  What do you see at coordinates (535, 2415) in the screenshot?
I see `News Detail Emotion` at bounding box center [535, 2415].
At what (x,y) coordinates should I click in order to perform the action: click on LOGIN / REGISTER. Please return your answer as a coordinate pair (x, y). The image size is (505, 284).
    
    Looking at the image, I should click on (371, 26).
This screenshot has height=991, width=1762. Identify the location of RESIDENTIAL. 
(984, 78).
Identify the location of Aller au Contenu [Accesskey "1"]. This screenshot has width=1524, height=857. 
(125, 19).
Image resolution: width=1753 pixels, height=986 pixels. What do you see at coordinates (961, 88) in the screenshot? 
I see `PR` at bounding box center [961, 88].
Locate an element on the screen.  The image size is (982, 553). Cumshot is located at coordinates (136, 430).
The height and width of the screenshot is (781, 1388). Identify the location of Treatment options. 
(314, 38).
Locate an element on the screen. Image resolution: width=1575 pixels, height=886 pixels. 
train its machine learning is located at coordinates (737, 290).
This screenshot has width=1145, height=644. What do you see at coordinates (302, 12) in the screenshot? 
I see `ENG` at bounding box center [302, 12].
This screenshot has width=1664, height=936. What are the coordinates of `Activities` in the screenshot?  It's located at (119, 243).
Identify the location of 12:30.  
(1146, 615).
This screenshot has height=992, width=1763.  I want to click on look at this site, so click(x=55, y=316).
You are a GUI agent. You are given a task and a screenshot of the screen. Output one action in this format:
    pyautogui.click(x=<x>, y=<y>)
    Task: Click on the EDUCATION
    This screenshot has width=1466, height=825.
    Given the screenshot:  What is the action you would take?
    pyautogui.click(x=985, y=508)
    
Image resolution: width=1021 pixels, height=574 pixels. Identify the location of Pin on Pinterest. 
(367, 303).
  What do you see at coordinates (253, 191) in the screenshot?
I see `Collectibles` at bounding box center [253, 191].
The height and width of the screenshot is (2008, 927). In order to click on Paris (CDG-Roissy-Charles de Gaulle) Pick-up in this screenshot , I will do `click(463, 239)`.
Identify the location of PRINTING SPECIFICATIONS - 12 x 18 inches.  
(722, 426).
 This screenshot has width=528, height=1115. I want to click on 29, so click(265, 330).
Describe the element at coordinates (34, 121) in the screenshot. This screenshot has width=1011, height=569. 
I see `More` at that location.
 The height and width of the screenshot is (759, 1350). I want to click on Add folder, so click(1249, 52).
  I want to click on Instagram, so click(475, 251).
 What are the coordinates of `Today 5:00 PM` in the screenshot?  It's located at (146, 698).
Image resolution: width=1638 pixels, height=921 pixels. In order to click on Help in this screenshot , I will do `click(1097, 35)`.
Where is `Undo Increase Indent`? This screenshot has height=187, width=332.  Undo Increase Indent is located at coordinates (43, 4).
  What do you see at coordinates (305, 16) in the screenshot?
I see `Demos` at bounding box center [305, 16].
───
= EXERCISE REQUIREMENTS =
State how many lines of the entries include the string "will", with nothing besides the number.

= EXERCISE OUTPUT =
2